Founders Everywhere: Rob May
Rob May is the co-founder & CEO of Neurometric, a startup providing automated inference orchestration for multi-model AI systems.
Welcome to Founders Everywhere, where we highlight the incredible people behind the companies we’ve backed at Everywhere Ventures, a global pre-seed fund supported by a community of 500 founders and operators.
GPT-5, the LLaMA family, Claude, and Gemini are some of the most widely used AI systems today. AI models don’t just generate answers, they “think” in different ways depending on how you guide them. These guidance methods, often called “thinking algorithms”, influence how carefully a model reasons, how thoroughly it checks its work, and how much time or compute it spends on a task.
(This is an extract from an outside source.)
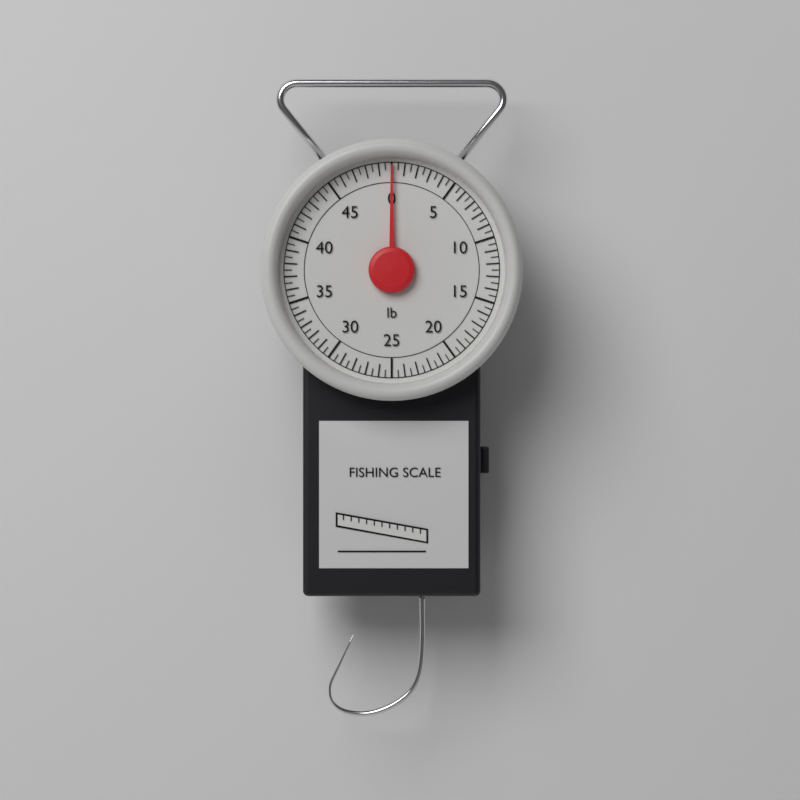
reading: 0.0 lb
The challenge is that every model and algorithm behaves differently, and choosing the right combination can dramatically change the results. Neurometric makes this easy by automatically picking the best models and reasoning strategies for each use case, giving companies better performance at a lower cost and without the guesswork.
The founding team brings deep experience across AI, systems engineering, and company-building, with ten successful startups between them. CEO Rob May is a veteran technology entrepreneur and investor with over a decade of experience building and scaling AI and infrastructure companies. He teamed up with Byron Galbraith, who has a PhD related to reinforcement learning and is a former colleague from the AI startup Talla. Calvin Cooper joined the team through mutual connections and Dave Rauchwerk came on as a freelancer before quickly becoming a co-founder. Together, they bring a unique combination of technical expertise and operational experience to Neurometric.
Why Neurometric and why now?
About a year ago, the first reasoning model launched, OpenAI o1. I started digging into how it actually worked. That’s when it became clear that the space of ‘thinking algorithms’ was very large, mostly unexplored, and far cheaper to innovate in than training bigger and better models. You don’t need hundreds of millions of dollars.
Through our research and market observations, we became convinced that companies would soon move toward combining multiple models, not just relying on one, and that there was an opportunity to help engineering teams design and optimize their AI systems with the best algorithms and model choices for their goals, whether that’s accuracy, latency, cost, or consistency. That’s ultimately what led us to start Neurometric.
Tell us about some recent milestones that Neurometric crushed.
We’re launching the first leaderboard that compares thinking algorithms, not just models. Unlike existing leaderboards, ours shows you which algorithm works best for different kinds of reasoning tasks, so you can make informed choices, design better pipelines, and understand the tradeoffs behind every decision. If you’re building an AI system and want to optimize for real-world performance, our tool is designed to help you pick the best models and algorithms.
We were just featured in TheDeepView, a leading AI newsletter with 600,000 subscribers.
What’s Neurometric’s North Star?
Right now, our North Star is really about awareness. I want people to understand that there’s a whole layer of AI optimization that companies aren’t even thinking about yet. We’re focused on driving visits to our leaderboard and educating the ecosystem. We believe that highlighting the performance impact of thinking algorithms will drive meaningful adoption of what we’re building.
What sets Neurometric apart?
Our team is deeply experienced. Unlike most AI companies that focus narrowly on data science, all of us are “systems people.” We’ve worked at various layers of the tech stack and care about total system optimization. We aren’t attached to any particular model or approach; we’re building tools that let teams figure out what really works best based on their own data and needs.
Any favorite books?
I highly recommend Why Machines Learn: The Elegant Math Behind Modern AI by Anil Ananthaswamy. It’s a fantastic technical deep dive. For fun I recently read I’m Not Trying to Be Difficult: Stories from the Restaurant Trenches, by Drew Nieporent, which tells the behind-the-scenes story of New York’s legendary restaurants.
Fun Fact:
I’m the co-host of the show AI in NYC, where we have conversations at the intersection of AI, technology, and New York City.
Listen to Kate Lambridis, with Scott Hartley on the Venture Everywhere podcast: Human-Driven Health. Now on Apple & Spotify. Check out to all our past episodes here!